Grub Street was a real place, a place of poverty and vice. It was also a metaphor for journalists and other writers of ephemeral publications and, by implication, the infant newspaper industry. During the seventeenth and eighteenth centuries, journalists were held in low regard, even by their fellow journalists who exchanged torrents of mutual abuse in the pages of their newspapers. But Grub Street's vitality and its battles with authority laid the foundations of modern Fleet Street. In this book, Bob Clarke examines the origination and development of the English newspaper from its early origin in the broadsides of the sixteenth century, through the burgeoning of the press during the seventeenth and eighteenth centuries, to its arrival as a respectable part of the establishment in the nineteenth century. Along the way this narrative is illuminated with stories of the characters who contributed to the growth of the English press in all its rich variety of forms, and how newspapers tailored their contents to particular audiences.

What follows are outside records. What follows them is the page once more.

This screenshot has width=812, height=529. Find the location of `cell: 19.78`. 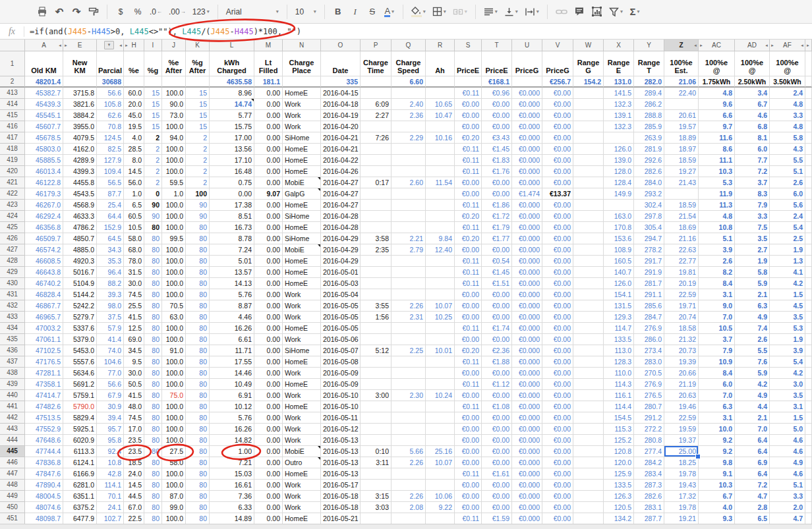

cell: 19.78 is located at coordinates (682, 474).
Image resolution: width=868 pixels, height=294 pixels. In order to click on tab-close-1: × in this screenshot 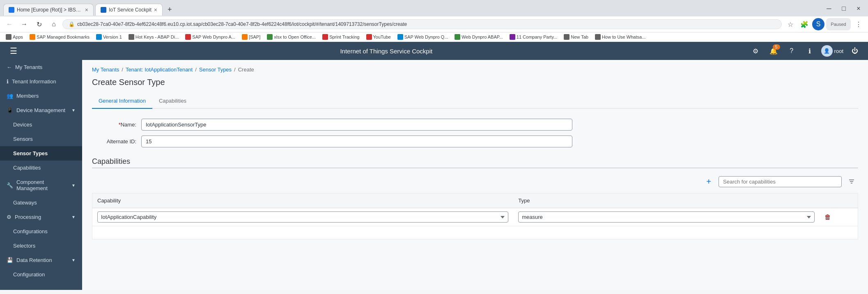, I will do `click(87, 10)`.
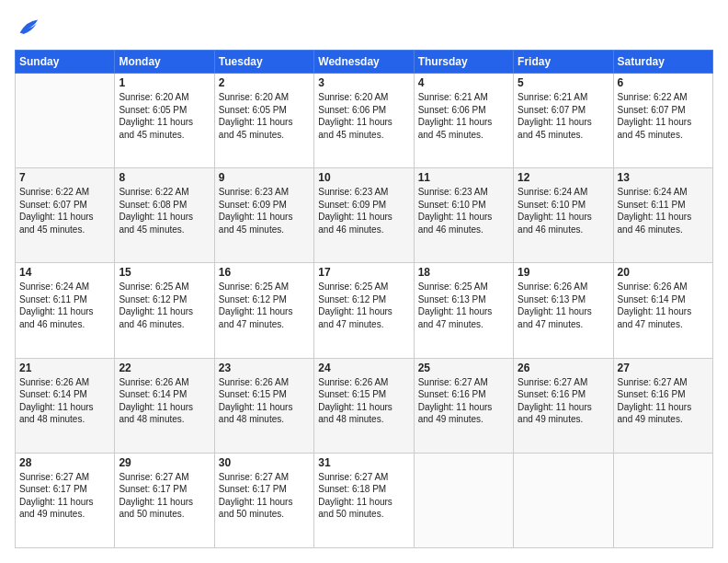  What do you see at coordinates (265, 463) in the screenshot?
I see `day-number: 30` at bounding box center [265, 463].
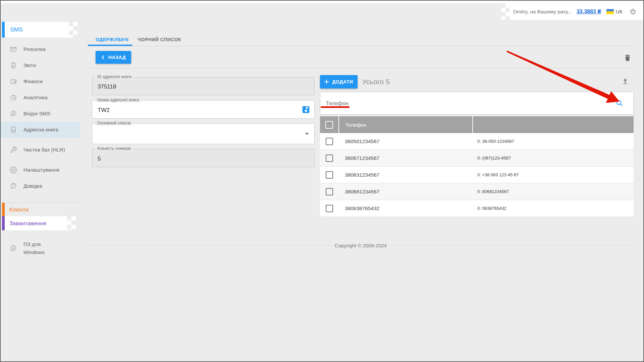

As well as providing a detailed chronological history, the volume focuses on specific themes important to the development of the English newspaper. These include such issues as state censorship and struggles for the freedom of the press, the growth of advertising and its effect on editorial policy, the impact on editorial strategies of taxation policy, increased literacy rates and social changes, the rise of provincial newspapers and the birth of the Sunday paper and the popular press. The book also describes the content of newspapers, and includes numerous extracts and illustrations that vividly portray the way in which news was reported to provide a colourful picture of the social history of their times. Written in a lively and engaging manner, this volume will prove invaluable to anyone with an interest in English social history, print culture or journalism.




Sweeney Todd


Book Description

Peter Haining's definitive biography exposes the man behind the Sweeney Todd myth. Based on careful research of both fact and fictional accounts, Haining's book reveals a gruesome yet fascinating character. Previous ed.: 1998.




The Fleet Street Girls


Book Description

When Julie Welch called in her first ever football report at the Observer, an entire room of men fell silent. Heart in her mouth, Julie waited for the voice on the other end of the line to declare it passable. She'd done it. She was the first ever female football reporter. In The Fleet Street Girls, Julie looks back at the steps that led to that moment, from the National Union of Journalists nearly calling a strike when she dared to write an article as a mere secretary (despite allowing men who weren't journalists to write for the same pages), and many other battles in between. Julie also shines a light on the other trail-blazing women who were climbing the ladder against all odds, from Lynn Barber (of An Education fame) to Wendy Holden, a war correspondent for the Daily Telegraph, and many more, as well as some of the secretaries whom the men overlooked but who actually knew everything. Pioneers one and all. The Fleet Street Girls is a fascinating story of the hopes and despairs, triumphs and tribulations of a group of women in the glitzy heyday of journalism, where they could be interviewing Elton John one moment and ducking flying bullets or fighting off the sex pests the next. At a time when Fleet Street was the biggest, cosiest all-male club you can imagine, and the interests of half the human race were consigned to 'The Women's Page' in the paper, we follow Julie and her contemporaries through dramas, excitement and sheer fun in their battle to make sure women's voices were heard.